Most styes begin as redness and tenderness, develop a visible bump within about a day, and then fill with a small amount of clear or yellow fluid over the next few days. Once that fluid releases, healing is usually quick. Without any treatment, the whole cycle takes one to two weeks. Consistent warm compresses can shorten that timeline.

Tea Bags and Other Home Remedies

Warm tea bags are a popular home remedy, but the American Academy of Ophthalmology notes there is no evidence that tea bags work any better than a plain warm washcloth. A clean cloth actually gives you more control over temperature and coverage. If you prefer a tea bag, it’s the warmth doing the work, not the tea itself.

Skip any impulse to apply rubbing alcohol, hydrogen peroxide, or other antiseptics directly on or near your eyelid. These can damage the surface of your eye and irritate the already inflamed skin.

When a Stye Needs Medical Drainage

If your stye hasn’t improved after a week or two of consistent warm compresses, or if it’s unusually large, a doctor can drain it with a small incision on the inner surface of the eyelid. This is a quick in-office procedure, typically done under local anesthesia, and it relieves pressure almost immediately.

Some styes, particularly those on the inner eyelid, can harden into a chalazion: a firm, painless lump that no longer looks red or infected but doesn’t go away. Chalazions sit farther from the eyelid edge than styes and aren’t typically tender. They sometimes respond to continued warm compresses and massage, but persistent ones may need a steroid injection or minor surgical removal.

Stye vs. Chalazion

The distinction matters because the two respond differently to treatment. A stye is an active infection of a lash follicle or oil gland right at the lid margin. It’s red, swollen, and painful, and it looks like a small pimple. It comes to a head, drains, and resolves. A chalazion is a blocked gland that has become a chronic, non-infected lump, usually farther from the lash line. Warm compresses help both, but a chalazion is less likely to drain on its own and more likely to need medical intervention if it persists.

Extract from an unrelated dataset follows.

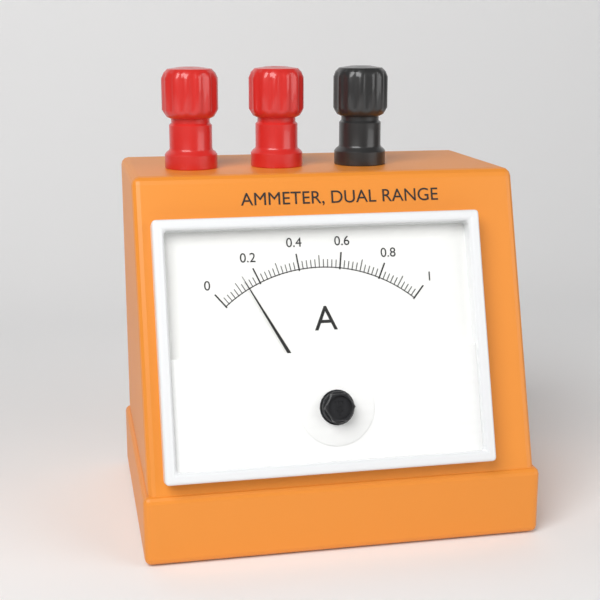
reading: 0.14 A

Keeping Styes From Coming Back

People who get one stye are more likely to get another, especially if they have a condition called blepharitis, which is chronic inflammation along the eyelid margin. Daily eyelid hygiene reduces that risk significantly.

The simplest approach: each morning, hold a warm washcloth over your closed eyes for about two minutes to loosen oil and debris along the lash line, then gently wipe along your lashes with a clean, damp cloth or a pre-moistened eyelid wipe. Use a fresh cloth or pad for each eye.

For more targeted cleaning, hypochlorous acid sprays are a good option. They sound harsh, but hypochlorous acid is the same antimicrobial compound your own immune cells produce. Preservative-free versions are gentle enough for daily use and kill bacteria while reducing inflammation. Tea tree oil is another effective option for people with recurring eyelid inflammation, but full-strength tea tree oil is too irritating for the eyelid. Products containing 25% tea tree oil, or a homemade dilution of one drop of tea tree oil mixed with two to three drops of coconut or olive oil applied with a cotton swab, are safer concentrations.

While your stye is healing, avoid wearing eye makeup and contact lenses. Both can reintroduce bacteria to the area or trap debris against the already irritated gland. Once the stye has fully resolved, replace any eye makeup you were using before the infection started, since bacteria can survive on mascara wands and eyeliner pencils.